Calculator inputs
Choose a thermochemistry mode, enter your values, and calculate heat flow, reaction enthalpy, entropy effects, or free energy outputs.
The form uses three columns on large screens, two on tablets, and one on mobiles.
Formula used
The calculator combines several standard thermochemistry relations so you can model thermal changes, reaction energetics, and free energy behavior.
1) Sensible heat
q = m × c × ΔT
q = heat transfer, m = mass, c = specific heat capacity, ΔT = final temperature minus initial temperature.
2) Phase change heat
q = m × L
L = latent heat for fusion, vaporization, or another phase transition. The sign depends on whether energy is absorbed or released.
3) Reaction enthalpy
q = n × extent × ΔHrxn
n = moles reacting and ΔHrxn is the enthalpy change per mole of reaction.
4) Hess law
ΔHtarget = Σ(step ΔH × multiplier)
Use positive or negative multipliers to reverse or scale pathway steps.
5) Bond energy estimate
ΔH ≈ Σ(bonds broken) − Σ(bonds formed)
This is an approximation built from average bond dissociation energies.
6) Gibbs free energy
ΔG = ΔH − TΔS
When ΔG is negative, the process is spontaneous under the chosen temperature and assumptions.
How to use this calculator
- Choose the thermochemistry mode that matches your problem, such as calorimetry, Hess law, or Gibbs free energy.
- Enter the required values. Keep units consistent or select the matching unit menu beside each field.
- Click Calculate. The result card appears above the form, directly below the header section.
- Review the calculated metrics, sign conventions, and interpretation note for thermodynamic meaning.
- Use the export buttons to save the current result table as CSV or PDF.
Example data table
| Mode | Example inputs | Formula | Example result |
|---|---|---|---|
| Sensible heat | 250 g water, 4.18 J/g·K, 25°C to 80°C | q = m × c × ΔT | 57,475 J |
| Phase change | 100 g ice, 334 J/g, melting | q = m × L | 33,400 J |
| Reaction enthalpy | 2 mol, extent 1, ΔH = -285.8 kJ/mol | q = n × extent × ΔH | -571.6 kJ |
| Hess law | -393.5 and -285.8 kJ/mol, multipliers 1 | Σ(step ΔH × multiplier) | -679.3 kJ/mol |
| Bond energy | Broken 1670, formed 1850 kJ/mol | Broken − formed | -180 kJ/mol |
| Gibbs free energy | ΔH = -40 kJ/mol, ΔS = 120 J/mol·K, T = 298.15 K | ΔG = ΔH − TΔS | -75.778 kJ/mol |
Frequently asked questions
1) What does a positive heat value mean?
A positive heat value means the system absorbs energy from its surroundings. In common chemistry problems, that behavior is described as endothermic.
2) What does a negative reaction enthalpy indicate?
A negative reaction enthalpy indicates energy release. The process is exothermic, and surrounding materials usually warm unless energy is removed elsewhere.
3) Why is Hess law useful?
Hess law lets you calculate a difficult reaction enthalpy by combining simpler known reactions. Because enthalpy is a state function, pathway details do not change the total.
4) Are bond energy results exact?
No. Bond energy calculations use average dissociation values, so they provide estimates rather than exact experimental enthalpies. They remain useful for quick comparisons and predictions.
5) Why does temperature matter in Gibbs free energy?
Temperature multiplies entropy in the relation ΔG = ΔH − TΔS. A process can switch between spontaneous and nonspontaneous as temperature changes.
6) Can I use kelvin or Celsius here?
Yes. For temperature differences in sensible heat, kelvin and Celsius intervals are numerically identical. Absolute Gibbs calculations, however, require kelvin.
7) What should I enter for the extent factor?
Use the extent factor when your reaction equation is scaled beyond its base stoichiometric form. Enter 1 for the standard balanced equation amount.
8) When should I export CSV or PDF?
Use CSV for spreadsheets, data logs, and analysis workflows. Use PDF when you want a clean report for class notes, lab records, or sharing.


## Exercise goal
Leave out any pictures and transcribe all other data below exactly.

## Provided material

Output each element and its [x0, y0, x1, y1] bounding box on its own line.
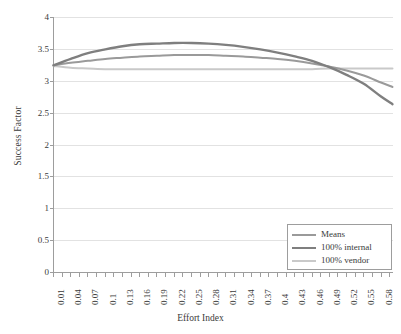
y-axis-tick-label: 0.5 [38, 236, 49, 245]
y-axis-tick-labels: 00.511.522.533.54 [24, 0, 49, 334]
legend-item-label: 100% vendor [321, 256, 369, 265]
y-axis-tick-label: 4 [45, 13, 50, 22]
legend-item: 100% internal [292, 241, 387, 254]
y-axis-tick-label: 1.5 [38, 172, 49, 181]
x-axis-title: Effort Index [0, 313, 401, 323]
chart-legend: Means100% internal100% vendor [287, 224, 392, 270]
y-axis-tick-label: 0 [45, 268, 50, 277]
y-axis-tick-label: 3.5 [38, 45, 49, 54]
legend-item: 100% vendor [292, 254, 387, 267]
legend-item: Means [292, 228, 387, 241]
legend-item-label: 100% internal [321, 243, 372, 252]
series-line [54, 55, 393, 87]
legend-swatch-line-icon [292, 260, 316, 262]
y-axis-tick-label: 1 [45, 204, 50, 213]
x-axis-title-label: Effort Index [177, 313, 224, 323]
y-axis-tick-label: 2.5 [38, 109, 49, 118]
series-line [54, 43, 393, 104]
plot-area [0, 0, 401, 334]
success-factor-line-chart: Success Factor 00.511.522.533.54 0.010.0… [0, 0, 401, 334]
y-axis-tick-label: 3 [45, 77, 50, 86]
legend-swatch-line-icon [292, 247, 316, 249]
legend-swatch-line-icon [292, 234, 316, 236]
legend-item-label: Means [321, 230, 345, 239]
y-axis-tick-label: 2 [45, 141, 50, 150]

## Your solution
Output each element and its [x0, y0, x1, y1] bounding box on its own line.
y-axis-tick-label: 0.5 [38, 236, 49, 245]
y-axis-tick-labels: 00.511.522.533.54 [24, 0, 49, 334]
legend-item-label: 100% vendor [321, 256, 369, 265]
y-axis-tick-label: 4 [45, 13, 50, 22]
legend-item: 100% internal [292, 241, 387, 254]
y-axis-tick-label: 1.5 [38, 172, 49, 181]
x-axis-title: Effort Index [0, 313, 401, 323]
chart-legend: Means100% internal100% vendor [287, 224, 392, 270]
y-axis-tick-label: 0 [45, 268, 50, 277]
y-axis-tick-label: 3.5 [38, 45, 49, 54]
legend-item: 100% vendor [292, 254, 387, 267]
legend-item: Means [292, 228, 387, 241]
legend-item-label: 100% internal [321, 243, 372, 252]
series-line [54, 55, 393, 87]
legend-swatch-line-icon [292, 260, 316, 262]
y-axis-tick-label: 1 [45, 204, 50, 213]
x-axis-title-label: Effort Index [177, 313, 224, 323]
y-axis-tick-label: 2.5 [38, 109, 49, 118]
series-line [54, 43, 393, 104]
plot-area [0, 0, 401, 334]
success-factor-line-chart: Success Factor 00.511.522.533.54 0.010.0… [0, 0, 401, 334]
y-axis-tick-label: 3 [45, 77, 50, 86]
legend-swatch-line-icon [292, 247, 316, 249]
legend-swatch-line-icon [292, 234, 316, 236]
legend-item-label: Means [321, 230, 345, 239]
y-axis-tick-label: 2 [45, 141, 50, 150]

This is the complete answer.